Diane Arbus and the American Art Scene

Diane Arbus, Frank Stella, silver print, 1966.

Among the highlights in Swann’s October 22 auction of Photographs & Photographic Literature are Diane Arbus’s portraits of key figures in the American Art Scene for a 1966 story in Harper’s Bazaar. Arbus’s largest magazine assignment addressed how New York City had supplanted Paris as the epicenter of the art world.

Diane Arbus, Lee Bontecou, silver print, 1966.

The story featured 12 emerging American artists including Lee Bontecou, Roy Lichtenstein, Agnes Martin, Claes Oldenburg and Frank Stella, each captured by Artbus’s honest and revealing portraiture. Six of the photographs are included in Swann’s upcoming auction, and each of the photographs is accompanied by an authentication letter from The Estate of Diane Arbus, signed and dated by Doon Arbus.

Diane Arbus, Roy Lichtenstein, silver print, 1966.

Arbus posed each artist distinctly and without artifice. They are shown in bare rooms or nondescript outdoor locations. These are intimate portraits made from the perspective of another artist.

Diane Arbus, Claes Oldenburg and his wife, Patty, silver print, 1966.

By taking a brief hiatus from her usual subjects—transvestites, hermaphrodites, little people, giants and circus performers—she removed the veil of celebrity and showed each artist as an individual with a decidedly human dimension.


▸ **EXERCISE**
What is needed here is an exact repetition of the records below, beginning at the line that has "Identify the location of label: Á staðnum." and stopping after the line that has "In order to click on span: Verify".

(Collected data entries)

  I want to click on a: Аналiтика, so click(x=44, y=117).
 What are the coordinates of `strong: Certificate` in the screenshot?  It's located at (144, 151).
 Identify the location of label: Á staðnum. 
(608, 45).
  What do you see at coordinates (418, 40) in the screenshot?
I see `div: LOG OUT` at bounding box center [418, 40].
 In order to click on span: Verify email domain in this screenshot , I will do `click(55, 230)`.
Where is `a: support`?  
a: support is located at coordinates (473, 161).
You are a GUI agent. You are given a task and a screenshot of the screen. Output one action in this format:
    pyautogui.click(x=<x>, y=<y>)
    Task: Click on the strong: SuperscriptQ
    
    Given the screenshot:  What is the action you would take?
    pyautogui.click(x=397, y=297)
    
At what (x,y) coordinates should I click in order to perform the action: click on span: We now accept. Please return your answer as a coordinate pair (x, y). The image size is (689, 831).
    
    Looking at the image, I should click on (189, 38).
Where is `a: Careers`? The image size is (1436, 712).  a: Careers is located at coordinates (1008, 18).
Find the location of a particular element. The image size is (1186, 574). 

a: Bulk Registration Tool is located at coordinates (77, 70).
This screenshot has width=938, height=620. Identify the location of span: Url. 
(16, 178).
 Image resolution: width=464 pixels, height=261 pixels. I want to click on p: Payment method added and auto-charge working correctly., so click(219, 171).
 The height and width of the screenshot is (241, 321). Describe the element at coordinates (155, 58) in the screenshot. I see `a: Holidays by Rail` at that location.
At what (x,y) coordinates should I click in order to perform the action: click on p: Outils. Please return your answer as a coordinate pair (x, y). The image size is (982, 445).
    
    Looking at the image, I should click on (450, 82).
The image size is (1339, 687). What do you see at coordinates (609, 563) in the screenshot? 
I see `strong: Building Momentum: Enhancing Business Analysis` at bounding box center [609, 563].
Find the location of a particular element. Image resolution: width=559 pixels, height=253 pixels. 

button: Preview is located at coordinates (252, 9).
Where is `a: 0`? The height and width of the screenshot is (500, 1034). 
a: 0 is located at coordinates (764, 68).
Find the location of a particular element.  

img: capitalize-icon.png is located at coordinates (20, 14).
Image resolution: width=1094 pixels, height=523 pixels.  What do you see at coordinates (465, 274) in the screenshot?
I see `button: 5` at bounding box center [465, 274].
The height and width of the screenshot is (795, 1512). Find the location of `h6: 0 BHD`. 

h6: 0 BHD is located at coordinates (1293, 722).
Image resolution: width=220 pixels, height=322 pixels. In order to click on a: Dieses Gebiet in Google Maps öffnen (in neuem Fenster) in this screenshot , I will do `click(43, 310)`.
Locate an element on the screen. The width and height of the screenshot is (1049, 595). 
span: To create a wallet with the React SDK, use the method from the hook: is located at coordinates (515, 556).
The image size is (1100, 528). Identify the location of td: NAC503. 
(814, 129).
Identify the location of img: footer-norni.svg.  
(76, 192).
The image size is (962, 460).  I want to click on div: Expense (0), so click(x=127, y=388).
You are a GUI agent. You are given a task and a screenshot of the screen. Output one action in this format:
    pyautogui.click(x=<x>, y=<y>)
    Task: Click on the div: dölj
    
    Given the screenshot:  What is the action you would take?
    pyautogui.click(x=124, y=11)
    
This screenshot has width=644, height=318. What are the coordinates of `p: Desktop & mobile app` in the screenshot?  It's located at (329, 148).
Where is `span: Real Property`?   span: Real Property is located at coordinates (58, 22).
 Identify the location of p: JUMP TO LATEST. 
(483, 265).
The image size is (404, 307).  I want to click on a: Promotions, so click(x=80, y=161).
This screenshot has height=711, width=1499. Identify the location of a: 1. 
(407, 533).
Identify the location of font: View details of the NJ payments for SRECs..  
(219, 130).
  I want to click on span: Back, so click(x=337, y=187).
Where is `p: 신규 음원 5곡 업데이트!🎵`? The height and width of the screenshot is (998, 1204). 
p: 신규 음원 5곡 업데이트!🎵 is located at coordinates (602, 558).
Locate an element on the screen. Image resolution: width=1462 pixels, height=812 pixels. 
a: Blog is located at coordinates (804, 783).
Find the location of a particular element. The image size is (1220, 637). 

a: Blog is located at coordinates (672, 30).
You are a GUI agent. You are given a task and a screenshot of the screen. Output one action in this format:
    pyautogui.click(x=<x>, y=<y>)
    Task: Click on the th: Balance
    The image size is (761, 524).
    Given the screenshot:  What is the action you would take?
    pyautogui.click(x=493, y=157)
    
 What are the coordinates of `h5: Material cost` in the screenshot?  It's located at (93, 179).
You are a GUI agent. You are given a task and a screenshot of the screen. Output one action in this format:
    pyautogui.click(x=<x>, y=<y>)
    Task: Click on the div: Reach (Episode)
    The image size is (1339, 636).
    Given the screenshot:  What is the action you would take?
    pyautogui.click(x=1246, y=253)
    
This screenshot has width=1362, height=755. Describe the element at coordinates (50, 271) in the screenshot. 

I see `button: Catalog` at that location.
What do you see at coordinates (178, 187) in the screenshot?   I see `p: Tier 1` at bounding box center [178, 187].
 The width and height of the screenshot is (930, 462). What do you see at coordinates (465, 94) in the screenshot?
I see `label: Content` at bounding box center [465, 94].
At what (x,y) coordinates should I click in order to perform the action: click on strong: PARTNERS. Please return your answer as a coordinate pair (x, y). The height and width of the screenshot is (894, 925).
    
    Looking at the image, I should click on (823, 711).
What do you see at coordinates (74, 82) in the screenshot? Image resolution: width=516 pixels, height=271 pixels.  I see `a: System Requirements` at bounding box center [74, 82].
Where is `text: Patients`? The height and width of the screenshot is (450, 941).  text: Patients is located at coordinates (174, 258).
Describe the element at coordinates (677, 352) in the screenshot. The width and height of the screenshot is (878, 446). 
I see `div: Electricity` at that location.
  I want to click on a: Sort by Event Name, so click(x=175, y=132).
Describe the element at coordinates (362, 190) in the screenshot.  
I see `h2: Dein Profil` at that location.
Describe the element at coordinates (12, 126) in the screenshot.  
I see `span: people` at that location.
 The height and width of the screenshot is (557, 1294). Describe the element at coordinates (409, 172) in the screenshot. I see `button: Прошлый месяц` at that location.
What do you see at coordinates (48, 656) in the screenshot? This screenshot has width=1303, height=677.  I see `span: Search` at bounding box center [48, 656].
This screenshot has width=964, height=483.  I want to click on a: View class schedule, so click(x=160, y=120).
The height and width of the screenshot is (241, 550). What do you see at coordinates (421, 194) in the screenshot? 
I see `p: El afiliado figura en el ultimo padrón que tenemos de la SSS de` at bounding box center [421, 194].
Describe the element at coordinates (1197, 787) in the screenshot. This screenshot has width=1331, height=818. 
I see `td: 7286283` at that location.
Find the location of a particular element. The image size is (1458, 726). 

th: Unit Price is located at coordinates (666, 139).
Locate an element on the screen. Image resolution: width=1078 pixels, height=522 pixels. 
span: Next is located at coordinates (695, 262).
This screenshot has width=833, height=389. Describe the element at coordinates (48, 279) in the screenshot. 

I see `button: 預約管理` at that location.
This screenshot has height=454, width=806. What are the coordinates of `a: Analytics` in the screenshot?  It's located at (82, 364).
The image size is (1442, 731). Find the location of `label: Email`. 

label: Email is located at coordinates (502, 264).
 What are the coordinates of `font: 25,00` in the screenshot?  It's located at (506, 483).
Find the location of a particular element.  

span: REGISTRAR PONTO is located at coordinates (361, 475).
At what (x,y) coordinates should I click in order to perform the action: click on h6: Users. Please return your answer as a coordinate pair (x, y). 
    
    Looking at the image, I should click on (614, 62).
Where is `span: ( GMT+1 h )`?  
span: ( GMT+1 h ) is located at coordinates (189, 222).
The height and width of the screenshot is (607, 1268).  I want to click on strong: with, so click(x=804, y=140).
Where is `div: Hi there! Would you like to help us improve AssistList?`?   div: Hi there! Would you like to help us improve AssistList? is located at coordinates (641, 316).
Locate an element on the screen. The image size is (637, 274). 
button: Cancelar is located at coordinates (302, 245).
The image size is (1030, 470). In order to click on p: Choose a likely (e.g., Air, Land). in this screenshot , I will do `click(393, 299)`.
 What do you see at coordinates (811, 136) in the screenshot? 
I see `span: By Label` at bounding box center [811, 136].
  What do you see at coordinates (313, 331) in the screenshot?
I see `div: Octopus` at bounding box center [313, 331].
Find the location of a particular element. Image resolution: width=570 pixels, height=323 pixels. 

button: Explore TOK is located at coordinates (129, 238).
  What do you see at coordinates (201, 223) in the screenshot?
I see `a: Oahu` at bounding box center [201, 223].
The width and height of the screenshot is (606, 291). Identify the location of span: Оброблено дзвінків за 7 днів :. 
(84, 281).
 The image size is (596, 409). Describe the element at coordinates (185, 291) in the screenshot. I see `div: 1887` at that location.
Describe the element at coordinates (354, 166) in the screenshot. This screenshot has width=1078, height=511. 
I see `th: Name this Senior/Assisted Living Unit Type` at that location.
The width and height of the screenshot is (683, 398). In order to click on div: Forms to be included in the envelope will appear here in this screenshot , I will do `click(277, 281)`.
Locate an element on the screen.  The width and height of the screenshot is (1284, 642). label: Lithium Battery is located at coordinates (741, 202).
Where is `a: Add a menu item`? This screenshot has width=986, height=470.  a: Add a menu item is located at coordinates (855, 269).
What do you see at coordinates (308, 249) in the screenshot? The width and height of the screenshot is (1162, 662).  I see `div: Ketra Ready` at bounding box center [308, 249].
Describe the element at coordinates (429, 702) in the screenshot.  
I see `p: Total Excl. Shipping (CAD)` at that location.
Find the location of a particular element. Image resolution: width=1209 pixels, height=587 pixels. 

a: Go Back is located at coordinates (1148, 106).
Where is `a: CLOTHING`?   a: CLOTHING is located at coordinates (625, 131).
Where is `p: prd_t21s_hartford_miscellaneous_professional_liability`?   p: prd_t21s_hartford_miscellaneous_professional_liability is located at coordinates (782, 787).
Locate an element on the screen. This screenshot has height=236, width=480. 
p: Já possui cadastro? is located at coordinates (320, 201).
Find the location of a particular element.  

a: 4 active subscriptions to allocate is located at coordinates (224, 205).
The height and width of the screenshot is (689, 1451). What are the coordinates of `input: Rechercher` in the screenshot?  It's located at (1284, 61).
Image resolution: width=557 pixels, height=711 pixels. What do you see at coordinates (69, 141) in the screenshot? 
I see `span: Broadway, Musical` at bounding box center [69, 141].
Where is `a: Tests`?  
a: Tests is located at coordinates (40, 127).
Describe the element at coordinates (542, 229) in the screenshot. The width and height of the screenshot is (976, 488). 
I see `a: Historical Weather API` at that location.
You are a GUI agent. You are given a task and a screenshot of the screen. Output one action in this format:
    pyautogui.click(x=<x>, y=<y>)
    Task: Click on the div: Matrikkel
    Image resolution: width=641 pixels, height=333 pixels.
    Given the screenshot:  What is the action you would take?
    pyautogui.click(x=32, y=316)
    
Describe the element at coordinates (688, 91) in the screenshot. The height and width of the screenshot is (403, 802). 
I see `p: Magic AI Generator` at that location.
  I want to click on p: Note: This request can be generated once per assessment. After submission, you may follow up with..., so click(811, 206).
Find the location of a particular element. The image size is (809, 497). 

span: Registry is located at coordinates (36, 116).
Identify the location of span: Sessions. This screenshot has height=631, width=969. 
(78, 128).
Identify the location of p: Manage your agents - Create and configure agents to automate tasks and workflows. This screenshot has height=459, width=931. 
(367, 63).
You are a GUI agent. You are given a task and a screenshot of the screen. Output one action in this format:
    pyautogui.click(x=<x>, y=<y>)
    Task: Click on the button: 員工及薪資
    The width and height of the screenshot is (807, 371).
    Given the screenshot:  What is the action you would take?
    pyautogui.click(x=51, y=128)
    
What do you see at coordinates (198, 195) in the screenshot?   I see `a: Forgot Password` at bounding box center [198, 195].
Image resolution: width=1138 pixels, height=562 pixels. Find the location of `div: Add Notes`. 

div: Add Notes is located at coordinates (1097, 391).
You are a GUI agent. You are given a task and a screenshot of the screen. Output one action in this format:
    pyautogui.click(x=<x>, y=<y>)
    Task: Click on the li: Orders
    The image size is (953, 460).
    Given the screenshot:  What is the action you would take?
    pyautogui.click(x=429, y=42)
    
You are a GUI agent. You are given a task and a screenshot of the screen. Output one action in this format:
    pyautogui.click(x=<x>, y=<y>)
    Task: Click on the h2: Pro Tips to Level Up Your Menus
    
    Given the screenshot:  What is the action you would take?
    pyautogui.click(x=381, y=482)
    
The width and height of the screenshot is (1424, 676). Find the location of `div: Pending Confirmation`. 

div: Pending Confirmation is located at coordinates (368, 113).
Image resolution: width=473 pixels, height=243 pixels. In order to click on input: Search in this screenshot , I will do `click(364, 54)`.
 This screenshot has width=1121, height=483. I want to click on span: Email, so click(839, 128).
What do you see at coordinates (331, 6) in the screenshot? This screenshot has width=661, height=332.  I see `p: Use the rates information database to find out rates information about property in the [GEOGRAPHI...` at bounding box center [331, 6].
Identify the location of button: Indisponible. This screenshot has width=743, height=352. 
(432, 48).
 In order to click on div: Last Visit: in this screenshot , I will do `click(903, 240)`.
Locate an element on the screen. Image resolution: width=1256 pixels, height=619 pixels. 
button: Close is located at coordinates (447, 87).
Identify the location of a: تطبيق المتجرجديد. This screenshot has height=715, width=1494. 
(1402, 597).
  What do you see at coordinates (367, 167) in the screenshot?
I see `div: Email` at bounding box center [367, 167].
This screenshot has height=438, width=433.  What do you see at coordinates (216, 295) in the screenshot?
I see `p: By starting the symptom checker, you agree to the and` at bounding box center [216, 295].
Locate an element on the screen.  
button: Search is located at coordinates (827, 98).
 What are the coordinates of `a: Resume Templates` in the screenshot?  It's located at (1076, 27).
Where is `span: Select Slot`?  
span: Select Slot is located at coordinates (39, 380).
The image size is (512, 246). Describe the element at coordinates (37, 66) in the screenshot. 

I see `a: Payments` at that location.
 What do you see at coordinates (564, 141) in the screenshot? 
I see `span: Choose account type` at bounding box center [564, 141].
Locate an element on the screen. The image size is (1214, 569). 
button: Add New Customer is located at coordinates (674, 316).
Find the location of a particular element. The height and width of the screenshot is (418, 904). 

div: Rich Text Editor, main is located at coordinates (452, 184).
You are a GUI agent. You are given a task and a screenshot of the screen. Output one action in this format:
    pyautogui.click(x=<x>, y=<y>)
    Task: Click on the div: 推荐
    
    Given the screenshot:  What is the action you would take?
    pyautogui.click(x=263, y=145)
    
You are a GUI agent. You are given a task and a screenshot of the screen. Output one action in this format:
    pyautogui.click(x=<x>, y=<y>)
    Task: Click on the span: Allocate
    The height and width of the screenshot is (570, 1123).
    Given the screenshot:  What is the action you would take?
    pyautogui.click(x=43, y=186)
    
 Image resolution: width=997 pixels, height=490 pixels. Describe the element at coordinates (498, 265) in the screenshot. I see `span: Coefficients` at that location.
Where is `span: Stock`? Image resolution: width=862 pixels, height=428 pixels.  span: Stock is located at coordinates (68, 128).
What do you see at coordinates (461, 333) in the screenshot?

▸ **EXERCISE SOLUTION**
 Identify the location of label: Á staðnum. 
(608, 45).
  What do you see at coordinates (418, 40) in the screenshot?
I see `div: LOG OUT` at bounding box center [418, 40].
 In order to click on span: Verify email domain in this screenshot , I will do `click(55, 230)`.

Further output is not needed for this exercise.